The Bourbon Kings

When he finally had it together enough to pull back, he had a quick urge to reach between his legs and make sure he was still a guy. But Lizzie didn’t seem to care about him being weak.

 

He wiped her face with his thumbs and kissed her.

 

“I love you, Lizzie.” Then he shook his head. “But I don’t know about God.”

 

“What?”

 

Lane took a shuddering breath. “It’s just something that Miss Aurora always told me.”

 

“What’s that?”

 

He kissed his woman again. “I don’t know if I have God … but I’m sure of this. I have you … and that makes me wealthy beyond means.”

 

Bringing her back against him, he held on to her and stared up at Easterly.

 

To hell with flying into a mountain, he thought.

 

As of this moment … he was now the head of the family, such as it was.

 

And he would be damned if things went to hell and gone on his watch.

 

 

 

 

 

A SNEAK PEEK AT WHAT’S NEXT IN THE BOURBON KINGS SAGA

 

 

 

 

The final shoe dropped the next day.

 

And really, when everything was said and done, Lane couldn’t be all that surprised. With the way things were going at Easterly, the dominos were still falling, the path to either his family’s destruction or glory as yet being forged around curves and straightaways that only destiny or fate or God, if you believed in Him, knew and was prepared for.

 

Lane was in the parlor, pouring himself a Family Reserve to prepare to meet his lawyer, Samuel T., when he heard the noise outside. Someone was yelling. A woman’s voice. Someone was—

 

Heading out and opening the front door, he realized the words weren’t English, but rather in German.

 

“—Scheisse! Oh mein Gott ein Finger! Ein Finger—”

 

Falling into a run that splashed bourbon out of his rock glass, he jogged around to the river side of the mansion.

 

His beloved Lizzie was standing over her horticultural partner, Greta, and the German was pointing in the dirt and yelling all kinds of things.

 

“Everything okay?” he asked.

 

He knew the answer to that one as he saw that Lizzie’s eyes were popped wide under the brim of her floppy hat.

 

“Lane …” she said without looking at him. “Lane … we have a problem here.”

 

She reached out and pulled Greta back until the woman fell on her butt in the newly mowed grass. “Don’t touch anything. Lane, come over here, please.”

 

Heading right up to her, he put his arm around her waist, more worried about his woman than any earthworm. “Whatever it is, I’m sure—”

 

“It’s a finger.” Lizzie nodded to the raw patch in the ivy. “That’s a finger. In the dirt.”

 

Both his knees cracked as he got down on his haunches. Planting his free hand in the grass, he leaned in for a closer look into the shallow hole that—

 

It was … yes, it was a finger. A human finger.

 

The skin was smudged with earth, but you could see that the digit was intact all the way around—and God, it was fat, like the thing had either swollen since it had been cut off or … torn off, or whatever. The nail was even across the top, and the base of the length, where it had been severed from its hand, was a clean slice, the meat inside gray, the pale circular dot on the bottom the bone.

 

But none of that was what really interested him.

 

The heavy gold circle around it was the issue.

 

“That’s my father’s signet ring,” he said in a flat tone.

 

Patting his pocket, he took out his phone, but then didn’t dial anything.

 

Instead, he looked up, up, up … and saw his mother’s bedroom window.

 

His father’s battered body had washed up on the far side of the Falls of the Ohio River mere days ago. The coroner’s unofficial, pre-autopsy ruling was that it was a suicide—and given everything Lane had been learning about the dismal state of his august family’s finances, he had to agree.

 

Over fifty million dollars in debt was no laughing matter—when you were supposed to have a net worth of nearly a billion dollars.

 

But it seemed extremely unlikely that one would cut one’s own wedding finger off and bury it beneath one’s soon-to-be widow’s window. Especially if the husband in question had recently gotten someone else pregnant.

 

“Dear God,” he whispered.

 

At that very moment, the sound of someone pulling around the pea stone driveway broke the silence.

 

“May I join the party,” Samuel T. said as he got out of his vintage Jaguar. “Or is this little gathering by invitation only.”

 

As Lizzie’s hand went to Lane’s shoulder and squeezed, he looked up at her even though he addressed his lawyer. “Call the police, Sam. Right now.”

 

“Why? If you’ve found hidden treasure, we should keep it to ourselves—”

 

“I don’t think my father committed suicide.”

 

Samuel T. stopped short. “I beg your pardon?”

 

“I think …” Lane glanced at his lawyer and then went back to looking at Lizzie—because, once again, he needed her strength. “I think someone might just have murdered my father….”

 

And what worse? He was going to be a prime suspect.

 

After all, the wife he was divorcing … was the one his father had gotten pregnant.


Task prompt:
Print every record below exactly as it stands, but leave out the pictures.

Dataset records on visual material:

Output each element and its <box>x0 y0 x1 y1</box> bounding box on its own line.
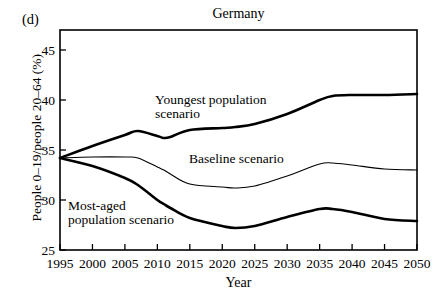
series-annotations: Youngest populationscenarioBaseline scen… <box>68 92 284 227</box>
y-tick-label: 35 <box>42 143 56 158</box>
y-tick-label: 45 <box>42 43 56 58</box>
x-tick-marks <box>60 244 417 250</box>
y-tick-label: 30 <box>42 193 56 208</box>
x-tick-label: 2045 <box>371 256 398 271</box>
plot-area: 2530354045 19952000200520102015202020252… <box>0 0 443 299</box>
x-tick-label: 2025 <box>241 256 268 271</box>
series-annotation-label: scenario <box>155 106 200 121</box>
x-tick-label: 2010 <box>144 256 171 271</box>
x-tick-label: 2040 <box>339 256 366 271</box>
x-tick-labels: 1995200020052010201520202025203020352040… <box>47 256 431 271</box>
series-annotation-label: Most-aged <box>68 198 126 213</box>
x-tick-label: 1995 <box>47 256 74 271</box>
figure-panel-d: (d) Germany People 0–19/people 20–64 (%)… <box>0 0 443 299</box>
x-tick-label: 2000 <box>79 256 106 271</box>
series-annotation-label: Baseline scenario <box>189 151 284 166</box>
x-tick-label: 2030 <box>274 256 301 271</box>
x-tick-label: 2035 <box>306 256 333 271</box>
y-tick-label: 40 <box>42 93 56 108</box>
x-tick-label: 2015 <box>176 256 203 271</box>
x-tick-label: 2005 <box>111 256 138 271</box>
y-tick-marks <box>60 50 66 250</box>
x-tick-label: 2020 <box>209 256 236 271</box>
y-tick-labels: 2530354045 <box>42 43 56 258</box>
series-annotation-label: Youngest population <box>155 92 267 107</box>
series-annotation-label: population scenario <box>68 212 174 227</box>
x-tick-label: 2050 <box>404 256 431 271</box>
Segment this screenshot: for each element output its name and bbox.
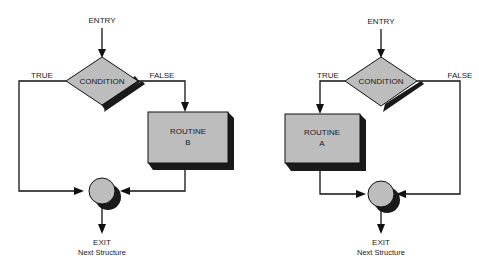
true-connector bbox=[320, 81, 345, 108]
routine-b-arrow-icon bbox=[120, 187, 130, 195]
false-label: FALSE bbox=[150, 71, 175, 80]
exit-label-line2: Next Structure bbox=[78, 248, 126, 257]
condition-label: CONDITION bbox=[359, 77, 404, 86]
exit-label-line2: Next Structure bbox=[357, 248, 405, 257]
routine-b-label-line1: ROUTINE bbox=[170, 127, 206, 136]
routine-b-label-line2: B bbox=[185, 138, 190, 147]
entry-label: ENTRY bbox=[89, 16, 117, 25]
routine-a-label-line2: A bbox=[319, 139, 325, 148]
false-connector bbox=[138, 81, 185, 106]
true-label: TRUE bbox=[31, 71, 53, 80]
false-label: FALSE bbox=[448, 71, 473, 80]
entry-label: ENTRY bbox=[368, 17, 396, 26]
false-connector bbox=[404, 81, 460, 194]
false-arrow-icon bbox=[181, 102, 189, 112]
exit-label-line1: EXIT bbox=[372, 238, 390, 247]
exit-arrow-icon bbox=[377, 224, 385, 234]
right-structure: ENTRY CONDITION TRUE FALSE ROUTINE A EXI… bbox=[285, 17, 472, 257]
junction-circle bbox=[368, 181, 394, 207]
routine-a-label-line1: ROUTINE bbox=[304, 128, 340, 137]
routine-b-connector bbox=[128, 170, 185, 191]
true-arrow-icon bbox=[74, 187, 84, 195]
left-structure: ENTRY CONDITION TRUE FALSE ROUTINE B EXI… bbox=[19, 16, 234, 257]
routine-a-arrow-icon bbox=[356, 190, 366, 198]
exit-arrow-icon bbox=[98, 224, 106, 234]
junction-circle bbox=[89, 178, 115, 204]
true-connector bbox=[19, 81, 78, 191]
exit-label-line1: EXIT bbox=[93, 238, 111, 247]
true-arrow-icon bbox=[316, 104, 324, 114]
true-label: TRUE bbox=[317, 71, 339, 80]
condition-label: CONDITION bbox=[80, 77, 125, 86]
routine-a-connector bbox=[320, 171, 360, 194]
flowchart-canvas: ENTRY CONDITION TRUE FALSE ROUTINE B EXI… bbox=[0, 0, 479, 267]
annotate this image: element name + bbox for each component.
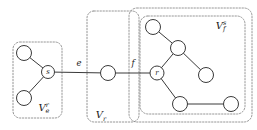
node-n-f-top [146, 20, 161, 35]
node-n-f-right [199, 68, 214, 83]
node-n-left-bottom [17, 91, 32, 106]
edge-label-edge-f: f [130, 58, 136, 68]
nodes-layer: sr [17, 20, 239, 112]
node-label-n-s: s [46, 68, 50, 76]
graph-diagram-figure: sr ef VreVrVsf [0, 0, 257, 130]
group-label-group-ve-r: Vre [39, 101, 50, 115]
edges-layer [24, 27, 231, 104]
edge-edge-e [48, 72, 108, 73]
node-n-f-botright [224, 97, 239, 112]
group-labels-layer: VreVrVsf [39, 19, 227, 123]
node-n-left-top [17, 46, 32, 61]
group-label-subscript-group-ve-r: e [46, 107, 50, 115]
group-label-subscript-group-vr: r [103, 115, 107, 123]
node-n-f-mid [171, 41, 186, 56]
edge-label-edge-e: e [76, 58, 81, 68]
diagram-canvas: sr ef VreVrVsf [0, 0, 257, 130]
group-label-group-vr: Vr [96, 109, 107, 123]
node-n-f-botleft [173, 97, 188, 112]
node-n-mid [101, 66, 116, 81]
group-label-group-vf-s: Vsf [216, 19, 227, 33]
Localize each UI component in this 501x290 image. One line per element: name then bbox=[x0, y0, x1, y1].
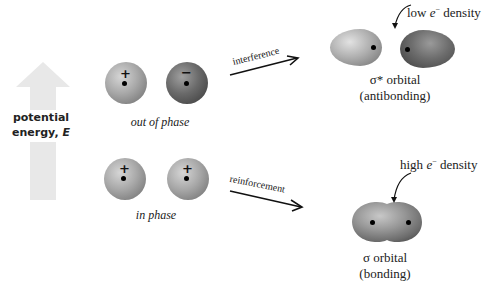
nucleus-dot bbox=[122, 81, 127, 86]
nucleus-dot bbox=[371, 45, 376, 50]
nucleus-dot bbox=[121, 176, 126, 181]
high-density-pointer-arrow-icon bbox=[385, 170, 415, 206]
energy-symbol: E bbox=[62, 126, 70, 139]
sigma-star-orbital-label: σ* orbital bbox=[340, 72, 450, 88]
potential-energy-label: potential energy, E bbox=[4, 110, 78, 140]
energy-label-line1: potential bbox=[4, 110, 78, 125]
in-phase-caption: in phase bbox=[106, 208, 206, 223]
nucleus-dot bbox=[370, 220, 375, 225]
nucleus-dot bbox=[406, 220, 411, 225]
sigma-orbital-label: σ orbital bbox=[335, 250, 435, 266]
bonding-caption: σ orbital (bonding) bbox=[335, 250, 435, 282]
energy-label-line2: energy, E bbox=[4, 125, 78, 140]
nucleus-dot bbox=[184, 81, 189, 86]
low-density-label: low e− density bbox=[407, 5, 481, 21]
antibonding-type-label: (antibonding) bbox=[340, 88, 450, 104]
nucleus-dot bbox=[184, 176, 189, 181]
nucleus-dot bbox=[405, 47, 410, 52]
antibonding-caption: σ* orbital (antibonding) bbox=[340, 72, 450, 104]
plus-sign-icon: + bbox=[119, 162, 130, 175]
minus-sign-icon: − bbox=[181, 66, 192, 79]
high-density-label: high e− density bbox=[400, 157, 477, 173]
bonding-type-label: (bonding) bbox=[335, 266, 435, 282]
out-of-phase-caption: out of phase bbox=[110, 115, 210, 130]
bonding-orbital bbox=[350, 200, 430, 245]
plus-sign-icon: + bbox=[182, 162, 193, 175]
plus-sign-icon: + bbox=[120, 67, 131, 80]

Solution to this exercise:
Output each element and its <box>x0 y0 x1 y1</box> bounding box on its own line.
series-annotations: Youngest populationscenarioBaseline scen… <box>68 92 284 227</box>
y-tick-label: 35 <box>42 143 56 158</box>
y-tick-label: 45 <box>42 43 56 58</box>
x-tick-marks <box>60 244 417 250</box>
y-tick-label: 30 <box>42 193 56 208</box>
x-tick-label: 2045 <box>371 256 398 271</box>
plot-area: 2530354045 19952000200520102015202020252… <box>0 0 443 299</box>
x-tick-label: 2025 <box>241 256 268 271</box>
series-annotation-label: scenario <box>155 106 200 121</box>
x-tick-label: 2010 <box>144 256 171 271</box>
x-tick-label: 2040 <box>339 256 366 271</box>
x-tick-labels: 1995200020052010201520202025203020352040… <box>47 256 431 271</box>
series-annotation-label: Most-aged <box>68 198 126 213</box>
x-tick-label: 1995 <box>47 256 74 271</box>
figure-panel-d: (d) Germany People 0–19/people 20–64 (%)… <box>0 0 443 299</box>
x-tick-label: 2000 <box>79 256 106 271</box>
series-annotation-label: Baseline scenario <box>189 151 284 166</box>
x-tick-label: 2030 <box>274 256 301 271</box>
x-tick-label: 2035 <box>306 256 333 271</box>
y-tick-label: 40 <box>42 93 56 108</box>
x-tick-label: 2015 <box>176 256 203 271</box>
x-tick-label: 2005 <box>111 256 138 271</box>
y-tick-marks <box>60 50 66 250</box>
x-tick-label: 2020 <box>209 256 236 271</box>
y-tick-labels: 2530354045 <box>42 43 56 258</box>
series-annotation-label: Youngest population <box>155 92 267 107</box>
series-annotation-label: population scenario <box>68 212 174 227</box>
x-tick-label: 2050 <box>404 256 431 271</box>
Segment this screenshot: for each element output its name and bbox.
true-connector bbox=[320, 81, 345, 108]
routine-b-arrow-icon bbox=[120, 187, 130, 195]
false-label: FALSE bbox=[150, 71, 175, 80]
exit-label-line2: Next Structure bbox=[78, 248, 126, 257]
condition-label: CONDITION bbox=[359, 77, 404, 86]
exit-label-line2: Next Structure bbox=[357, 248, 405, 257]
routine-b-label-line1: ROUTINE bbox=[170, 127, 206, 136]
routine-b-label-line2: B bbox=[185, 138, 190, 147]
entry-label: ENTRY bbox=[89, 16, 117, 25]
routine-a-label-line2: A bbox=[319, 139, 325, 148]
false-connector bbox=[138, 81, 185, 106]
true-label: TRUE bbox=[31, 71, 53, 80]
false-label: FALSE bbox=[448, 71, 473, 80]
entry-label: ENTRY bbox=[368, 17, 396, 26]
false-connector bbox=[404, 81, 460, 194]
false-arrow-icon bbox=[181, 102, 189, 112]
exit-label-line1: EXIT bbox=[372, 238, 390, 247]
exit-arrow-icon bbox=[377, 224, 385, 234]
right-structure: ENTRY CONDITION TRUE FALSE ROUTINE A EXI… bbox=[285, 17, 472, 257]
junction-circle bbox=[368, 181, 394, 207]
routine-a-label-line1: ROUTINE bbox=[304, 128, 340, 137]
routine-b-connector bbox=[128, 170, 185, 191]
true-arrow-icon bbox=[74, 187, 84, 195]
left-structure: ENTRY CONDITION TRUE FALSE ROUTINE B EXI… bbox=[19, 16, 234, 257]
routine-a-arrow-icon bbox=[356, 190, 366, 198]
exit-arrow-icon bbox=[98, 224, 106, 234]
junction-circle bbox=[89, 178, 115, 204]
true-connector bbox=[19, 81, 78, 191]
exit-label-line1: EXIT bbox=[93, 238, 111, 247]
true-arrow-icon bbox=[316, 104, 324, 114]
true-label: TRUE bbox=[317, 71, 339, 80]
condition-label: CONDITION bbox=[80, 77, 125, 86]
routine-a-connector bbox=[320, 171, 360, 194]
flowchart-canvas: ENTRY CONDITION TRUE FALSE ROUTINE B EXI… bbox=[0, 0, 479, 267]
annotate this image: element name + bbox for each component.
node-n-f-top [146, 20, 161, 35]
node-n-f-right [199, 68, 214, 83]
node-n-left-bottom [17, 91, 32, 106]
edge-label-edge-f: f [130, 58, 136, 68]
nodes-layer: sr [17, 20, 239, 112]
node-label-n-s: s [46, 68, 50, 76]
graph-diagram-figure: sr ef VreVrVsf [0, 0, 257, 130]
group-label-group-ve-r: Vre [39, 101, 50, 115]
edges-layer [24, 27, 231, 104]
edge-edge-e [48, 72, 108, 73]
node-n-f-botright [224, 97, 239, 112]
group-labels-layer: VreVrVsf [39, 19, 227, 123]
node-n-left-top [17, 46, 32, 61]
group-label-subscript-group-ve-r: e [46, 107, 50, 115]
group-label-subscript-group-vr: r [103, 115, 107, 123]
node-n-f-mid [171, 41, 186, 56]
edge-label-edge-e: e [76, 58, 81, 68]
diagram-canvas: sr ef VreVrVsf [0, 0, 257, 130]
group-label-group-vr: Vr [96, 109, 107, 123]
node-n-f-botleft [173, 97, 188, 112]
node-n-mid [101, 66, 116, 81]
group-label-group-vf-s: Vsf [216, 19, 227, 33]
Localize each UI component in this 501x290 image. One line per element: name then bbox=[x0, y0, x1, y1].
nucleus-dot bbox=[122, 81, 127, 86]
nucleus-dot bbox=[371, 45, 376, 50]
nucleus-dot bbox=[121, 176, 126, 181]
high-density-pointer-arrow-icon bbox=[385, 170, 415, 206]
energy-symbol: E bbox=[62, 126, 70, 139]
sigma-star-orbital-label: σ* orbital bbox=[340, 72, 450, 88]
potential-energy-label: potential energy, E bbox=[4, 110, 78, 140]
energy-label-line1: potential bbox=[4, 110, 78, 125]
in-phase-caption: in phase bbox=[106, 208, 206, 223]
nucleus-dot bbox=[370, 220, 375, 225]
nucleus-dot bbox=[406, 220, 411, 225]
sigma-orbital-label: σ orbital bbox=[335, 250, 435, 266]
bonding-caption: σ orbital (bonding) bbox=[335, 250, 435, 282]
energy-label-line2: energy, E bbox=[4, 125, 78, 140]
nucleus-dot bbox=[184, 81, 189, 86]
low-density-label: low e− density bbox=[407, 5, 481, 21]
antibonding-type-label: (antibonding) bbox=[340, 88, 450, 104]
nucleus-dot bbox=[184, 176, 189, 181]
nucleus-dot bbox=[405, 47, 410, 52]
antibonding-caption: σ* orbital (antibonding) bbox=[340, 72, 450, 104]
plus-sign-icon: + bbox=[119, 162, 130, 175]
minus-sign-icon: − bbox=[181, 66, 192, 79]
high-density-label: high e− density bbox=[400, 157, 477, 173]
bonding-type-label: (bonding) bbox=[335, 266, 435, 282]
out-of-phase-caption: out of phase bbox=[110, 115, 210, 130]
bonding-orbital bbox=[350, 200, 430, 245]
plus-sign-icon: + bbox=[182, 162, 193, 175]
plus-sign-icon: + bbox=[120, 67, 131, 80]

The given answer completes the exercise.